The production fix is boring: supply the label as a vector file at the correct resolution, with proper print dimensions, and wrap it as a UV-mapped texture on the bottle geometry. Check it under the exact light used in the final render, not a neutral preview light. Ad lighting exposes things preview lighting hides.
Why ad lighting is the real test
Studio preview lights; soft, global, forgiving; make most renders look fine. Ad lighting is the opposite. Hard rim lights, directional keys, controlled specular reflections, sometimes a single sharp highlight sliding across a bottle's curve.
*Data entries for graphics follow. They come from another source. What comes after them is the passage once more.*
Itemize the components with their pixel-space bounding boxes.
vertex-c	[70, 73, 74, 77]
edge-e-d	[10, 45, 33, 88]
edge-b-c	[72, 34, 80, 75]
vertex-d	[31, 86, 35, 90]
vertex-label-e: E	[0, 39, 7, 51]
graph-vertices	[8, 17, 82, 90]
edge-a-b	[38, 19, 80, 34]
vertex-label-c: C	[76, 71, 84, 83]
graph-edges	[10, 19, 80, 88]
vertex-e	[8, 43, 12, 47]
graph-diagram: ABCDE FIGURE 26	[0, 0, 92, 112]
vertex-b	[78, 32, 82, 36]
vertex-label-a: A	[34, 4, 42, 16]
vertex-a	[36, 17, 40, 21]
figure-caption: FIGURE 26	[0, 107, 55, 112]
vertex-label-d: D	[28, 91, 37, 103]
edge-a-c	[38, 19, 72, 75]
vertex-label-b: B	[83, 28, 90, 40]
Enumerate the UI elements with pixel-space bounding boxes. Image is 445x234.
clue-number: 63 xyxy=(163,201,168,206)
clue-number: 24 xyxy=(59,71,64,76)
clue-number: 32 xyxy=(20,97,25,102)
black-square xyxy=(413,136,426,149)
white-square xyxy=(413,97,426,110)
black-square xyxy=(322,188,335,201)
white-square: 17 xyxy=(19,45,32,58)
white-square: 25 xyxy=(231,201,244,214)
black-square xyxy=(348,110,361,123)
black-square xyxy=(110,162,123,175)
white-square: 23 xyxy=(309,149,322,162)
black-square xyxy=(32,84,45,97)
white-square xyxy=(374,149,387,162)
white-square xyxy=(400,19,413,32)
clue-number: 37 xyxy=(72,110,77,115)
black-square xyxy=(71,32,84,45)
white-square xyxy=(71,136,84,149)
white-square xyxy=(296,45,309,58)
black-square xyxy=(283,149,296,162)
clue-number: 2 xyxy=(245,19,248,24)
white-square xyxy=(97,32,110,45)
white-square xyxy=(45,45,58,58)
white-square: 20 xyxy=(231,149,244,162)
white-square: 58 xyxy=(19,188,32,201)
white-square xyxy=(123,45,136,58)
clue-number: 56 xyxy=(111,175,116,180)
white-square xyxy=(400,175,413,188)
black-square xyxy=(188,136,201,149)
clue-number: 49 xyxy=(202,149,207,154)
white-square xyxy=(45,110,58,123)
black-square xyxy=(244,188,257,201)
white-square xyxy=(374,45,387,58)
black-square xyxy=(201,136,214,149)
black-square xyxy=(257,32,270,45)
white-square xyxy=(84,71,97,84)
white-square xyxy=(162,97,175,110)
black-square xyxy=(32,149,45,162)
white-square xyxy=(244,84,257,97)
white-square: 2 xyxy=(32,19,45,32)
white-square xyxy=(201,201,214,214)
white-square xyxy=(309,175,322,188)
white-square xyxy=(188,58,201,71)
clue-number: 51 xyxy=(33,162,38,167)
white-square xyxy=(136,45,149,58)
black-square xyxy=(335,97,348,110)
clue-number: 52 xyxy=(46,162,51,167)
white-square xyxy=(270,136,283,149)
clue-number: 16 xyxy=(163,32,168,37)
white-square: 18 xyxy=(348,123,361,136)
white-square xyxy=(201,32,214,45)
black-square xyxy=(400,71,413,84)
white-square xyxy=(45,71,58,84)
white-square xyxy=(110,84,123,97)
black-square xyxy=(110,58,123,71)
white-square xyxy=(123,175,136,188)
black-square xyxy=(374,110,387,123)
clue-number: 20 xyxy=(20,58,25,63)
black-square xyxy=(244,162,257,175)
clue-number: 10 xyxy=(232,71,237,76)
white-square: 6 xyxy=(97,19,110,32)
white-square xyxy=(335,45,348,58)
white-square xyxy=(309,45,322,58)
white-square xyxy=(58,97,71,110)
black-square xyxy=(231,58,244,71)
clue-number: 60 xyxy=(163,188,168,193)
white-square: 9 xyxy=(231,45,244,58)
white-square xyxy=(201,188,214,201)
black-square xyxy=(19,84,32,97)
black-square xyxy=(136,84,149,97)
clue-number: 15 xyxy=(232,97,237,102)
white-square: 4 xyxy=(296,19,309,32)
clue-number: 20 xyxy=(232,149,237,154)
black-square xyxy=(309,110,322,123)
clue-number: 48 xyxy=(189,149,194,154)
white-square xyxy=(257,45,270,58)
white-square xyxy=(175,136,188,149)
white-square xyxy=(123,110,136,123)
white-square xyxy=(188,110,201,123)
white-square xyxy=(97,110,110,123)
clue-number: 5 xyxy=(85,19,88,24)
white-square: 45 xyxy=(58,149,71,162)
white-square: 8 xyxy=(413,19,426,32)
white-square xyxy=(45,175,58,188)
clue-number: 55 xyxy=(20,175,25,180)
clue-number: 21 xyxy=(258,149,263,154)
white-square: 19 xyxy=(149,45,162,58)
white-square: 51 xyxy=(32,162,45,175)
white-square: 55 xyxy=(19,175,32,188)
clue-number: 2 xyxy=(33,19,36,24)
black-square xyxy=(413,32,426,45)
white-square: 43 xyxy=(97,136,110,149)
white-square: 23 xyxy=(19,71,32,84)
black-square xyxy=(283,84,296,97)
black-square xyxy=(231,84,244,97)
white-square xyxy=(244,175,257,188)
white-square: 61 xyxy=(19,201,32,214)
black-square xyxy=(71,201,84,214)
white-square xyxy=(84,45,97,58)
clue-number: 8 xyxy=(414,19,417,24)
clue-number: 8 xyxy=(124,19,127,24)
Under this kind of light, foil that looked plausible under preview lighting reads as plastic; shrink-wrap that seemed transparent enough reads as painted-on; a label that was "close enough" at 50% zoom is obviously mapped incorrectly at 200%.
A useful test for any CGI beverage shot: before signing off, light it the way it will be lit in the final ad, not the way it looks good in preview. If it survives that, it'll survive the brief.
The handoff that prevents 90% of the problems
Most of what goes wrong in CGI beverage packaging traces back to an incomplete label file. A clean handoff from the packaging studio includes: the full label artwork as a layered vector file (.ai or equivalent), separate layers for foil zones, matte/gloss zones, emboss/deboss where relevant, spot colour specifications with Pantone references, the dieline or wrap spec for the bottle, and reference photography of the actual pack under real light if it exists.
When that file arrives clean, a beverage render job runs 30-40% faster and looks visibly better. When it doesn't, the 3D team rebuilds the label and the result is subtly off; no one can quite name why, but it doesn't match the printed pack.
How 35milimetre approaches material work
We sit on both sides of this stack; we do packaging and label design and we do the CGI. On beverage work we've come in on, the biggest quality lift has almost always been material fidelity rather than modelling or lighting. We spend disproportionate time on foil shaders, building them around references of the actual foil on the actual printed pack. We simulate shrink-wraps as geometry, not textures. We test every bottle render under at least two light setups before sign-off; a brand hero light and a harder, ad-specific light.
It's unglamorous technical work. It's the difference between a render that lives comfortably in a TV spot and a render that gets replaced by a last-minute photography session.
Closing takeaway
Foils, shrink-wraps and labels are where CGI beverage packaging earns or loses credibility. Everything above the material layer; composition, lighting, retouching; still matters. But a brilliantly composed render with a library-shader foil will always read as "a CG bottle". A plainly composed render with real material fidelity often passes for a photograph.
If you're briefing a bottle or beverage pack and want the material work treated with the seriousness it deserves, we're happy to talk through how we'd approach it.